Steamer Natchez passes us close aboard. He's steaming through the anchorage; the shoreward edge of which has become a de facto (but not de jure) channel, which led to some conflict with a fleet operation, seen behind him.
That fog ended up closing the river entirely at Algiers Point, just upriver of us, a short while later, and we had a very quiet night. This morning tows and ships were lined up anywhere and everywhere on both sides of the closure; the river did not reopen until after lunch. While the closure itself did not affect us, there was no way we were going to try to make our way downriver in that kind of fog, especially with so much traffic stacked up.
In the course of all the moving around last night, I spoke with the shift supervisor at Vessel Traffic three times (three different people; we managed to catch two shift changes). During one of those conversations, I learned that the Industrial Lock was planning to open today, information the lock itself had been unable to provide. Sure enough, a bulletin came out late in the day to that effect, stating the lock would open for traffic at 6pm this evening.
Passing downtown. Riverwalk Mall at left, and the Hilton Hotel where I spent way too many nights over a period of a decade. World Trade Center toward the right.
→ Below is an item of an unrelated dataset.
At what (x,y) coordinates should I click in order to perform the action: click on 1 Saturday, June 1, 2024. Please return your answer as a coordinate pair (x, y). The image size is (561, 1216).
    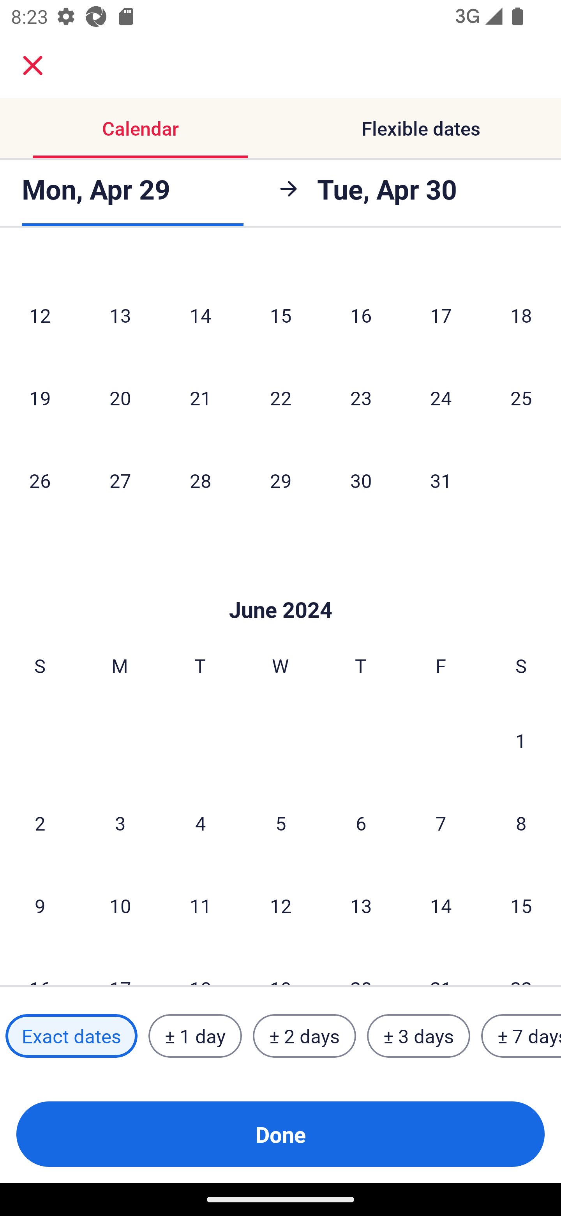
    Looking at the image, I should click on (521, 740).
All's well that ends well, and with that news, we decided to remain right here, even after the fog lifted, and try to get through the lock tomorrow. If that goes awry for whatever reason, we still have just enough time to go around the long way. When they started taking names this afternoon for spots in the lock queue, the queue filled up to 17 spots in a matter of minutes. That's a full day of lockage; the lock opened at 6pm today but anyone requesting lockage by then would be waiting until sometime tomorrow night. Fortunately, pleasure craft are locked through in the leftover space behind commercial tows, so we don't wait in the same queue.
The river was extremely busy this afternoon as the backlog in both directions cleared; it's finally calmed down to the point where the radio (we are monitoring four separate channels now) only cackles once every couple of minutes. With any luck we will not get any calls tonight, and in the morning we'll motor hard the two miles upriver to the lock and wait for a gap to squeak through. That could be minutes or hours, but we are hoping to be in Lake Ponchartrain by the end of the day.
Passing Jackson Square and the Jax Brewery.
With a whole day at anchor and unable to leave the boat, I took advantage of the downtime to effect a critical repair. On our cruise from Baton Rouge Monday, the autopilot lost its position input. That did not affect its operation, but it caused alarms on instruments downstream that were getting their data from the autopilot. Some initial diagnosis under way indicated that the serial port in the autopilot itself might be to blame, which meant the autopilot would also not be able to accept commands from that input, which is a critical backup to the main command input.
Today's project confirmed the diagnosis. Sadly, the board containing this port is not repairable; the defective part is probably a $2 opto-isolator or UART chip. Replacement boards are also not available, not that one would be cheap. We had bought a whole used unit a couple of years ago as a backup, and I ended up swapping it in and reprogramming it today. The take-out will become the emergency spare; it's still usable in a pinch with only one (of two) working serial ports.